CAST: Gabriel LaBelle, Rachel Sennott, Cory Michael Smith, Ella Hunt, Dylan O’Brien, Emily Fairn, Matt Wood, Lamorne Morris, Kim Matula, Finn Wolfhard, Nicholas Braun, Cooper Hoffman, Andrew Barth Feldman, Kaia Gerber, Tommy Dewey, Willem Dafoe, Matthew Rhys, and J. K. Simmons. Directed by Jason Reitman.

REVIEW: “Saturday Night” captures the anxiety, the humor and the sheer nerve it took to get the first episode of “SNL” off the ground. Chaos reigns for much of the movie’s run time as producer Lorne Michaels attempts to wrangle an unruly cast, a drug addled host (a terrific Matthew Rhys as George Carlin), indecision and a network executive (Willem Dafoe) who may, or may not, order a Johnny Carson rerun to air instead of Michaels’s disorganized counterculture circus.

Reitman captures the behind-the-scenes action with a restless camera that never seems to stop moving, rat-a-tat-tat Arron Sorkin style fast talking dialogue and meticulous recreations of the iconic “SNL” set and sketches.

Reitman’s biggest storytelling accomplishment, however, may be that he imbues the film with a sense that everything may come crashing down at any second. We know it won’t, of course—“SNL” celebrates 50 seasons this year—but the threat of imminent collapse hangs over frame.

Michaels’s high wire act is the film’s engine, but it’s the insights into the cast that provide the key to deciphering what made the original 1975 cast so compelling.

Cory Michael Smith captures “SNL’s” first superstar Chevy Chase’s comic ability, fueled by talent, ego and bluster.
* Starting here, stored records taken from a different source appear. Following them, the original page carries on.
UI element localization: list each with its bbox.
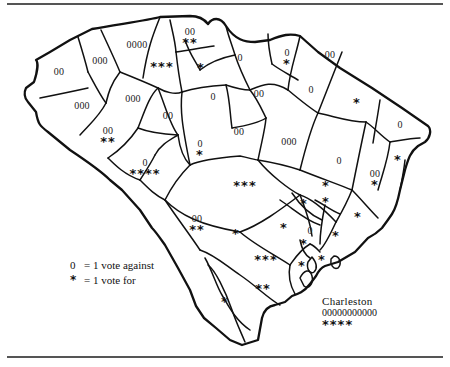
bottom-rule — [7, 356, 443, 358]
county-label: * — [197, 62, 205, 74]
for-label: = 1 vote for — [84, 273, 136, 288]
county-label: 0000 — [127, 39, 148, 50]
county-label: * — [318, 254, 326, 266]
county-label: * — [280, 222, 288, 234]
county-label: 000 — [125, 93, 141, 104]
county-label: * — [332, 230, 340, 242]
county-label: *** — [254, 254, 277, 266]
county-label: 0 — [397, 119, 402, 130]
charleston-for: **** — [322, 319, 377, 330]
county-label: 00 — [163, 110, 173, 121]
county-label: 00* — [370, 168, 380, 191]
county-label: ** — [255, 283, 271, 295]
county-label: *** — [150, 61, 173, 73]
county-label: * — [221, 296, 229, 308]
county-label: 00 — [254, 88, 264, 99]
county-label: * — [353, 97, 361, 109]
county-label: 0 — [308, 84, 313, 95]
legend-row-against: 0 = 1 vote against — [70, 258, 154, 273]
county-label: 00 — [234, 126, 244, 137]
county-label: * — [300, 238, 308, 250]
county-label: 0* — [196, 138, 204, 161]
county-label: * — [394, 154, 402, 166]
charleston-annotation: Charleston 00000000000 **** — [322, 296, 377, 330]
county-label: 0 — [307, 225, 312, 236]
county-label: * — [300, 198, 308, 210]
south-carolina-map — [0, 0, 450, 367]
county-label: * — [232, 228, 240, 240]
county-label: 0 — [210, 91, 215, 102]
county-label: * — [354, 211, 362, 223]
for-symbol: * — [70, 273, 84, 288]
county-label: 00** — [182, 26, 198, 49]
county-label: 000 — [281, 136, 297, 147]
county-label: *** — [233, 180, 256, 192]
county-label: 00** — [189, 213, 205, 236]
county-label: 000 — [74, 100, 90, 111]
county-label: 000 — [92, 55, 108, 66]
county-label: 00** — [100, 125, 116, 148]
county-label: * — [298, 260, 306, 272]
county-label: 00 — [54, 66, 64, 77]
map-legend: 0 = 1 vote against * = 1 vote for — [70, 258, 154, 288]
county-label: 00 — [325, 49, 335, 60]
against-label: = 1 vote against — [84, 258, 154, 273]
charleston-name: Charleston — [322, 296, 377, 307]
against-symbol: 0 — [70, 258, 84, 273]
county-label: * — [322, 196, 330, 208]
county-label: 0 — [237, 52, 242, 63]
county-label: 0 — [336, 155, 341, 166]
county-label: * — [322, 180, 330, 192]
county-label: 0* — [283, 47, 291, 70]
county-label: 0**** — [129, 157, 160, 180]
legend-row-for: * = 1 vote for — [70, 273, 154, 288]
Dylan O’Brien’s take on Dan Aykroyd is eerily accurate vocally and physically, and Matt Wood puts John Belushi’s troubled genius routine front and centre. Lamorne Morris plays Garrett Morris, the lone Black performer in the original cast, as a searcher, looking for purpose in a show that appears to be rudderless.

The women in the boy’s club, Ella Hunt as Gilda Radner, Emily Fairn as Laraine Newman, and Kim Matula as Jane Curtin, are given less to do, but each has a moment amid the chaos. Hunt gets Radner’s buoyant, sunshiny personality, Fairn is all eagerness as Newman and Curtain’s one-on-one backstage chat with Morris is a funny, yet poignant, conversation about her place in this cast. Cumulatively, they are at their best in a recreation of a sketch where the women, as construction workers, ogle and objectify Aykroyd.

The large ensemble cast is rounded out by a scene-stealing J.K. Simmons as Hollywood legend Milton Berle and “Succession’s” Nicholas Braun in the dual roles of Andy Kaufman and Muppet master Jim Henson.

The film’s soul comes courtesy of the pairing of Gabriel LaBelle and Rachel Sennott as Michaels and his wife and “SNL” writer, Rosie Shuster. “We may be married,” she says, “but I’m not your wife,” and it is their bond, in whatever form it takes, that grounds Michaels as everything appears to spin out of control.

“Saturday Night” is a love letter to show business. It’s high energy nostalgic fun, told in almost real time, that captures the tenacity of the creative mind and the beginnings of a cultural institution.